Sunday, January 24, 2021

Clinical Outcomes of Transplanted Modified Bone Marrow–Derived Mesenchymal Stem Cells in Stroke A Phase 1/2a Study

Was this good enough results to create a protocol on this and if so, what hospitals are using it? It is only 4.5 years old. Good that this was testing in chronic.

Another article on this in New Scientist mentions the participants received 2.5, 5, or 10 million cells which seems miniscule compared to the billions we have lost. Run by SanBio of Mountain View, CA.
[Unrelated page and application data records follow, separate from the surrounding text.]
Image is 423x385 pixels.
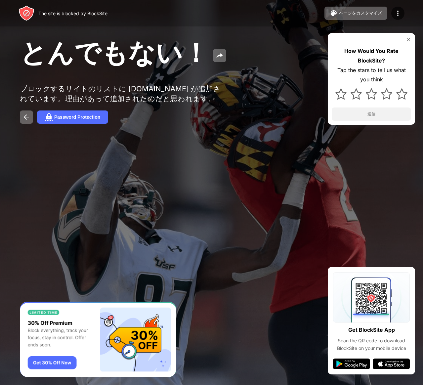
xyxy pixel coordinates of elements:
img: star.svg [351,88,362,100]
button: Password Protection [37,111,108,124]
img: menu-icon.svg [394,9,402,17]
img: star.svg [397,88,408,100]
img: back.svg [23,113,30,121]
div: Password Protection [54,115,100,120]
div: Get BlockSite App [349,325,395,335]
div: ページをカスタマイズ [339,10,382,16]
img: star.svg [381,88,393,100]
span: とんでもない！ [20,36,209,69]
div: The site is blocked by BlockSite [38,11,108,16]
div: Tap the stars to tell us what you think [332,66,411,85]
button: 送信 [332,108,411,121]
img: star.svg [366,88,377,100]
iframe: Banner [20,302,176,378]
button: ページをカスタマイズ [325,7,388,20]
img: star.svg [336,88,347,100]
img: app-store.svg [373,359,410,369]
img: google-play.svg [333,359,370,369]
img: password.svg [45,113,53,121]
div: Scan the QR code to download BlockSite on your mobile device [333,337,410,352]
img: qrcode.svg [333,272,410,323]
div: ブロックするサイトのリストに [DOMAIN_NAME] が追加されています。理由があって追加されたのだと思われます。 [20,84,224,104]
img: rate-us-close.svg [406,37,411,42]
img: pallet.svg [330,9,338,17]
img: share.svg [216,52,224,60]
div: How Would You Rate BlockSite? [332,46,411,66]
img: header-logo.svg [19,5,34,21]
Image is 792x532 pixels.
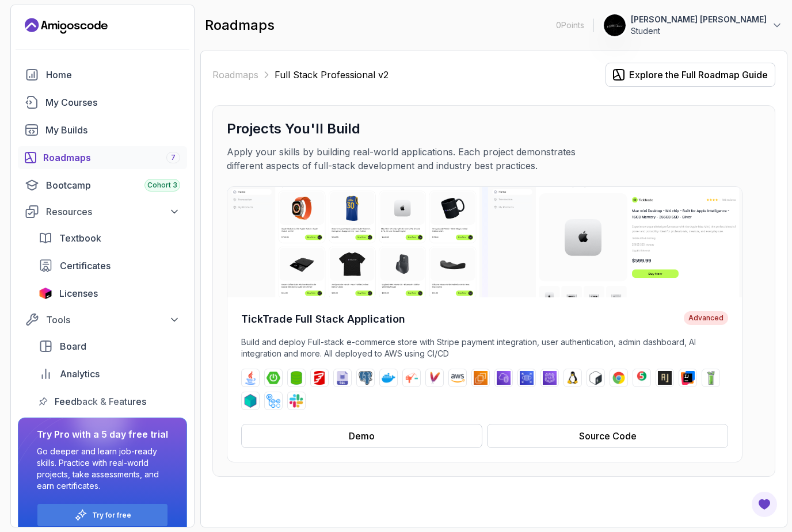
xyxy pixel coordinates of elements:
[32,254,187,277] a: certificates
[60,367,99,381] span: Analytics
[606,62,775,87] button: Explore the Full Roadmap Guide
[60,231,101,245] span: Textbook
[604,14,625,36] img: user profile image
[487,424,728,448] button: Source Code
[658,371,672,385] img: assertj logo
[358,371,372,385] img: postgres logo
[227,187,742,298] img: TickTrade Full Stack Application
[46,179,180,192] div: Bootcamp
[46,68,180,82] div: Home
[45,95,180,109] div: My Courses
[18,174,187,197] a: bootcamp
[704,371,718,385] img: mockito logo
[241,336,728,359] p: Build and deploy Full-stack e-commerce store with Stripe payment integration, user authentication...
[244,394,257,408] img: testcontainers logo
[520,371,534,385] img: rds logo
[289,371,303,385] img: spring-data-jpa logo
[428,371,441,385] img: maven logo
[589,371,603,385] img: bash logo
[18,118,187,142] a: builds
[473,371,488,385] img: ec2 logo
[171,153,176,162] span: 7
[631,26,766,37] p: Student
[612,371,625,385] img: chrome logo
[603,14,782,37] button: user profile image[PERSON_NAME] [PERSON_NAME]Student
[46,313,180,327] div: Tools
[275,68,388,82] p: Full Stack Professional v2
[213,68,258,82] a: Roadmaps
[542,371,557,385] img: route53 logo
[18,91,187,114] a: courses
[18,201,187,222] button: Resources
[497,371,510,385] img: vpc logo
[244,371,257,385] img: java logo
[32,390,187,413] a: feedback
[39,287,52,299] img: jetbrains icon
[32,282,187,305] a: licenses
[404,371,419,385] img: jib logo
[32,362,187,385] a: analytics
[579,429,637,443] div: Source Code
[25,17,108,35] a: Landing page
[635,371,648,385] img: junit logo
[37,503,168,527] button: Try for free
[18,146,187,169] a: roadmaps
[241,424,482,448] button: Demo
[227,145,613,173] p: Apply your skills by building real-world applications. Each project demonstrates different aspect...
[60,339,86,353] span: Board
[631,14,766,26] p: [PERSON_NAME] [PERSON_NAME]
[241,311,405,327] h4: TickTrade Full Stack Application
[32,227,187,249] a: textbook
[451,371,464,385] img: aws logo
[684,311,728,325] span: Advanced
[335,371,350,385] img: sql logo
[60,259,111,273] span: Certificates
[349,429,375,443] div: Demo
[55,395,146,408] span: Feedback & Features
[18,309,187,330] button: Tools
[45,123,180,137] div: My Builds
[60,286,98,300] span: Licenses
[266,371,280,385] img: spring-boot logo
[313,371,326,385] img: flyway logo
[227,120,761,138] h3: Projects You'll Build
[382,371,395,385] img: docker logo
[205,16,275,35] h2: roadmaps
[629,68,768,82] div: Explore the Full Roadmap Guide
[147,180,177,190] span: Cohort 3
[46,205,180,218] div: Resources
[32,334,187,358] a: board
[37,446,168,492] p: Go deeper and learn job-ready skills. Practice with real-world projects, take assessments, and ea...
[750,490,778,518] button: Open Feedback Button
[681,371,694,385] img: intellij logo
[92,511,131,520] a: Try for free
[18,63,187,86] a: home
[566,371,579,385] img: linux logo
[266,394,280,408] img: github-actions logo
[556,20,584,31] p: 0 Points
[43,151,180,164] div: Roadmaps
[289,394,303,408] img: slack logo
Clinical Outcomes of Transplanted Modified Bone Marrow–Derived Mesenchymal Stem Cells in Stroke; A Phase 1/2a Study

Originally publishedhttps://doi.org/10.1161/STROKEAHA.116.012995Stroke. 2016;47:1817–1824

Abstract

Background and Purpose—

Preclinical data suggest that cell-based therapies have the potential to improve stroke outcomes.

Methods—

Eighteen patients with stable, chronic stroke were enrolled in a 2-year, open-label, single-arm study to evaluate the safety and clinical outcomes of surgical transplantation of modified bone marrow–derived mesenchymal stem cells (SB623).

Results—

All patients in the safety population (N=18) experienced at least 1 treatment-emergent adverse event. Six patients experienced 6 serious treatment-emergent adverse events; 2 were probably or definitely related to surgical procedure; none were related to cell treatment. All serious treatment-emergent adverse events resolved without sequelae. There were no dose-limiting toxicities or deaths. Sixteen patients completed 12 months of follow-up at the time of this analysis. Significant improvement from baseline (mean) was reported for: (1) European Stroke Scale: mean increase 6.88 (95% confidence interval, 3.5–10.3; P<0.001), (2) National Institutes of Health Stroke Scale: mean decrease 2.00 (95% confidence interval, −2.7 to −1.3; P<0.001), (3) Fugl-Meyer total score: mean increase 19.20 (95% confidence interval, 11.4–27.0; P<0.001), and (4) Fugl-Meyer motor function total score: mean increase 11.40 (95% confidence interval, 4.6–18.2; P<0.001). No changes were observed in modified Rankin Scale. The area of magnetic resonance T2 fluid-attenuated inversion recovery signal change in the ipsilateral cortex 1 week after implantation significantly correlated with clinical improvement at 12 months (P<0.001 for European Stroke Scale).

Conclusions—

In this interim report, SB623 cells were safe and associated with improvement in clinical outcome end points at 12 months.